As I grew into my teens, my friends got me addicted to the Knicks (basketball), the Giants and Jets (football), and the Rangers (ice hockey). I became the consummate fan — a noun that truly originates as an abbreviation for fanatic. I went to Madison Square Garden to watch Willis Reed and Walt Frazier, to watch Jean Ratelle and Eddie Giacomin, even to watch Bruno Sammartino lose his belt to Ivan Koloff. Never got to go to football games, but always watched the road games on television and remained glued to WNEW on my transistor radio as Marty Glickman called the Giants’ football games. (And what a voice he had! I was startled in later years to learn that he himself had been an American Olympic track star in the 1930s who had been barred by Avery Brundage, the anti-Semitic head of the American Olympic Committee, from competing in the 1936 Berlin games because a Jew’s participation would anger Hitler even more than the Nazis would mind Jesse Owens dominating the games.)

For the past forty years I have wasted far too many hours, too many days, weeks, months, and years following professional sports. But it often kept me out of trouble, and I still could find time to graduate rabbinical seminary, law school, and to build the professional résumé that has kept me gainfully employed these past four decades as a rabbi, law professor, attorney, and writer.

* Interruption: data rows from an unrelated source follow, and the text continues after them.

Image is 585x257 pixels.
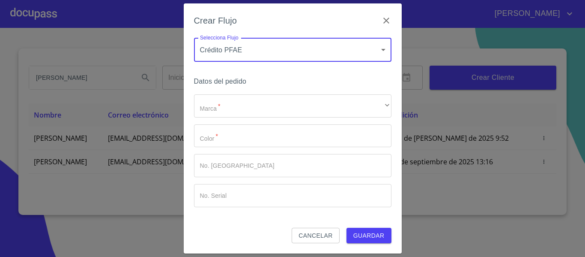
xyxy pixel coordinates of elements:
h6: Datos del pedido [194,75,391,87]
span: Cancelar [299,230,332,241]
button: Cancelar [292,227,339,243]
div: Crédito PFAE [194,38,391,62]
h6: Crear Flujo [194,14,237,27]
button: Guardar [346,227,391,243]
div: ​ [194,94,391,117]
span: Guardar [353,230,385,241]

In many ways, my renaissance owes much to one over-tattooed public nuisance: Colin Kaepernick. When that social derelict started kneeling before football games during the playing of the national anthem, I became furious. In time, with the refuse sinking to the bottom — the corollary of cream rising to the top — more NFL players starting kneeling. I made a decision a year ago that, if the league did not rapidly stop that practice, I would be done with NFL football. They did not, and I was. For the first time perhaps in forty years I went last season without watching football games. (Okay, there was one exception. A dear friend of mine visited from out of state, and he pleaded with me to see that Sunday’s game. He is one of my best friends, and we have never allowed our contrary politics and theologies to interfere with that. So I agreed, as a compromise, to go with him to a sports bar — just no NFL in my home. As a rabbi, I culturally never otherwise would go to a bar. That’s right: the joke is fake news.) But that was it. I did not even watch the Super Bowl. I guess I will find out who won when the winning team visits the President at the White House.… Instead, with apologies to Ogden Nash, I composed a poem:

Zeyde hated Tsars, and Zeyde hated Stalin.
I don’t like bars, and I can’t stand Colin.
I can’t stand their showing off,
So them I’m blowing off.
The NFL’s no more fun, and I am so done.
And — oh, yeah — to Hell with Roger Goodell.

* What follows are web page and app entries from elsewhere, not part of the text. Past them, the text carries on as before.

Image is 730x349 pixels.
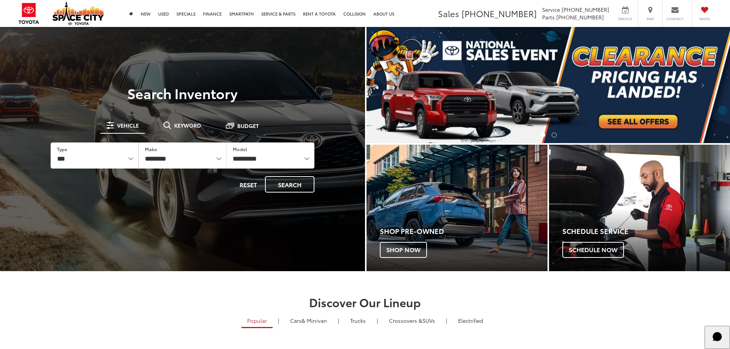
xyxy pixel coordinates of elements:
span: [PHONE_NUMBER] [562,6,609,13]
img: Space City Toyota [52,2,104,25]
div: Toyota [366,145,547,271]
span: Map [642,16,658,21]
a: Popular [241,314,273,328]
li: | [276,317,281,325]
span: Budget [237,123,259,128]
h2: Discover Our Lineup [97,296,633,309]
a: SUVs [383,314,441,327]
span: Service [542,6,560,13]
label: Type [57,146,67,152]
li: | [336,317,341,325]
span: Shop Now [380,242,427,258]
a: Trucks [344,314,371,327]
div: carousel slide number 1 of 2 [366,27,730,143]
label: Model [233,146,247,152]
a: Cars [284,314,333,327]
button: Click to view previous picture. [366,42,421,128]
label: Make [145,146,157,152]
button: Search [265,176,314,193]
li: | [444,317,449,325]
button: Reset [233,176,263,193]
li: Go to slide number 2. [552,133,557,138]
span: Saved [696,16,713,21]
span: Sales [438,7,459,19]
span: Contact [666,16,684,21]
a: Shop Pre-Owned Shop Now [366,145,547,271]
span: Keyword [174,123,201,128]
span: Crossovers & [389,317,422,325]
div: Toyota [549,145,730,271]
h4: Schedule Service [562,228,730,235]
img: Clearance Pricing Has Landed [366,27,730,143]
a: Electrified [452,314,489,327]
h3: Search Inventory [32,86,333,101]
h4: Shop Pre-Owned [380,228,547,235]
span: Schedule Now [562,242,624,258]
span: [PHONE_NUMBER] [462,7,537,19]
li: | [375,317,380,325]
a: Schedule Service Schedule Now [549,145,730,271]
span: Vehicle [117,123,139,128]
svg: Start Chat [707,327,727,347]
button: Click to view next picture. [676,42,730,128]
span: & Minivan [301,317,327,325]
span: [PHONE_NUMBER] [556,13,604,21]
li: Go to slide number 1. [540,133,545,138]
span: Parts [542,13,555,21]
section: Carousel section with vehicle pictures - may contain disclaimers. [366,27,730,143]
span: Service [617,16,634,21]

I won’t watch football. If those overpaid behemoths now want to cower in their locker rooms when the national anthem is played, they won’t find me waiting for them when they come out from hiding. I am done with football, and I am done with basketball. Too many lunkheads being paid too many millions for a few years of athletic prowess, while abusing their brief moments of fame to attack my President and the values I hold dear. If they cannot accept Laura Ingraham’s simple advice — Shut Up and Sing / Shut Up and Play — let someone else generate their millions.

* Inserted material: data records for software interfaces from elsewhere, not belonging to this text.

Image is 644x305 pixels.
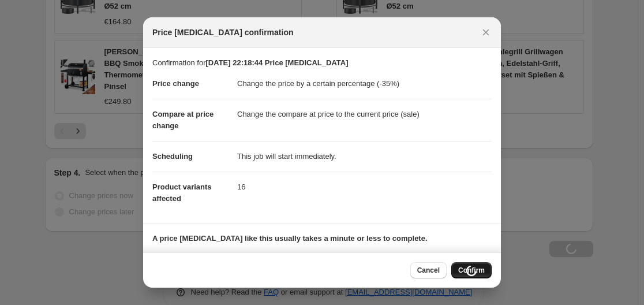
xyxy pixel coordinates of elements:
[411,262,447,278] button: Cancel
[153,234,428,243] b: A price [MEDICAL_DATA] like this usually takes a minute or less to complete.
[153,27,294,38] span: Price [MEDICAL_DATA] confirmation
[237,172,492,202] dd: 16
[153,57,492,69] p: Confirmation for
[153,183,212,203] span: Product variants affected
[206,58,348,67] b: [DATE] 22:18:44 Price [MEDICAL_DATA]
[153,79,199,88] span: Price change
[237,69,492,99] dd: Change the price by a certain percentage (-35%)
[418,266,440,275] span: Cancel
[153,152,193,161] span: Scheduling
[237,141,492,172] dd: This job will start immediately.
[237,99,492,130] dd: Change the compare at price to the current price (sale)
[153,110,214,130] span: Compare at price change
[478,24,494,40] button: Close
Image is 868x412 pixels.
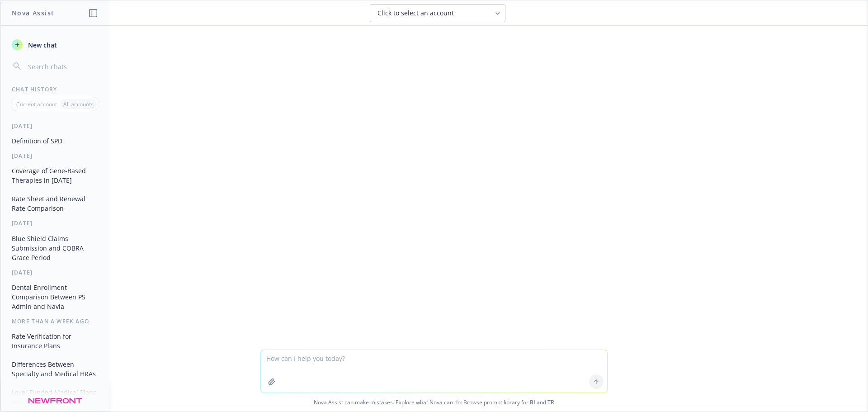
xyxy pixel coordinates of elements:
button: Definition of SPD [8,133,102,149]
span: Nova Assist can make mistakes. Explore what Nova can do: Browse prompt library for and [4,393,864,411]
h1: Nova Assist [11,8,54,18]
a: BI [530,399,535,406]
span: New chat [26,40,57,50]
button: Blue Shield Claims Submission and COBRA Grace Period [8,231,102,265]
button: Rate Sheet and Renewal Rate Comparison [8,191,102,216]
p: All accounts [63,100,94,108]
button: New chat [8,36,102,53]
div: [DATE] [1,152,109,159]
button: Dental Enrollment Comparison Between PS Admin and Navia [8,280,102,314]
button: Rate Verification for Insurance Plans [8,329,102,353]
p: Current account [17,100,57,108]
div: [DATE] [1,219,109,227]
div: Chat History [1,85,109,93]
button: Click to select an account [370,4,505,22]
div: [DATE] [1,122,109,130]
div: [DATE] [1,269,109,276]
span: Click to select an account [377,8,454,18]
div: More than a week ago [1,318,109,325]
a: TR [547,399,554,406]
input: Search chats [26,60,98,73]
button: Coverage of Gene-Based Therapies in [DATE] [8,163,102,188]
button: Differences Between Specialty and Medical HRAs [8,357,102,381]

But they have not yet gotten their claws onto baseball. It still stands as “America’s Game,” our national pastime. And there may be no more patriotic team than my New York Yankees.

The Yankees are a throwback to an earlier age. They still wear their same pinstripe uniforms. They are the team that will not sew players’ surnames onto the backs of their jerseys. If the players cannot remember their names, why should we? And what true baseball fan cannot identify a player by the uniform number alone? (A boon in today’s dumbed-down educational era when reading scores are lower than ever, and softened because the players’ numbers never exceed two digits.) The Yankees uniquely do not let their players grow beards or pony tails or man buns. And every game at Yankee Stadium pauses after the visitors’ half of the seventh inning for all to focus towards home plate where the Yanks honor another American armed forces veteran and family — at every single home game — followed by the playing of Kate Smith’s rendition of “G-d Bless America.”

I live in Orange Couty, California — the heart of the Counter-Resistance against the Sanctuary State. With my subscription to MLB.com, the Yankee games that start at 7:00 p.m. in The Bronx, air locally three hours earlier at 4:00 p.m. PDT. By 6:30 p.m. or so, I take a few minutes’ break, check in on the game, and often find that they are about to play “G-d Bless America.” So I pause a moment and stand at attention in front of my TV. I thank G-d that this country took my grandparents in at Ellis Island. I thank G-d that they had the wisdom to get out of Russia and Galicia when they did. I thank G-d that they entered legally. I thank G-d that America did not help them with bilingual education, food stamps, or welfare, but instead expected them to pull themselves up by their own bootstraps. I thank G-d that, because of just the right amount of “Gentleman’s Agreement” anti-Semitism that permeated America during the first half of the 20th century, neither they nor their children nor I and my generational peers had a smooth road, but instead we all had to work just a little bit harder than everyone else, study harder, perform better on exams — just to get a fighting chance to enter a great college during the era when all the Ivy League colleges had admissions quotas limiting Jews’ admissions then, just as those bigoted liberal schools now discriminate against hard-working, excellent-performing Asian Americans. I thank G-d for Colin Kaepernick’s tattooed derriere and for Roger Goodell freeing up so many hours of my life that previously stood to waste from November to February. And I just thank G-d that I am blessed to know freedom as an American. So G-d bless your favorite city and your favorite teams (even the Bosox).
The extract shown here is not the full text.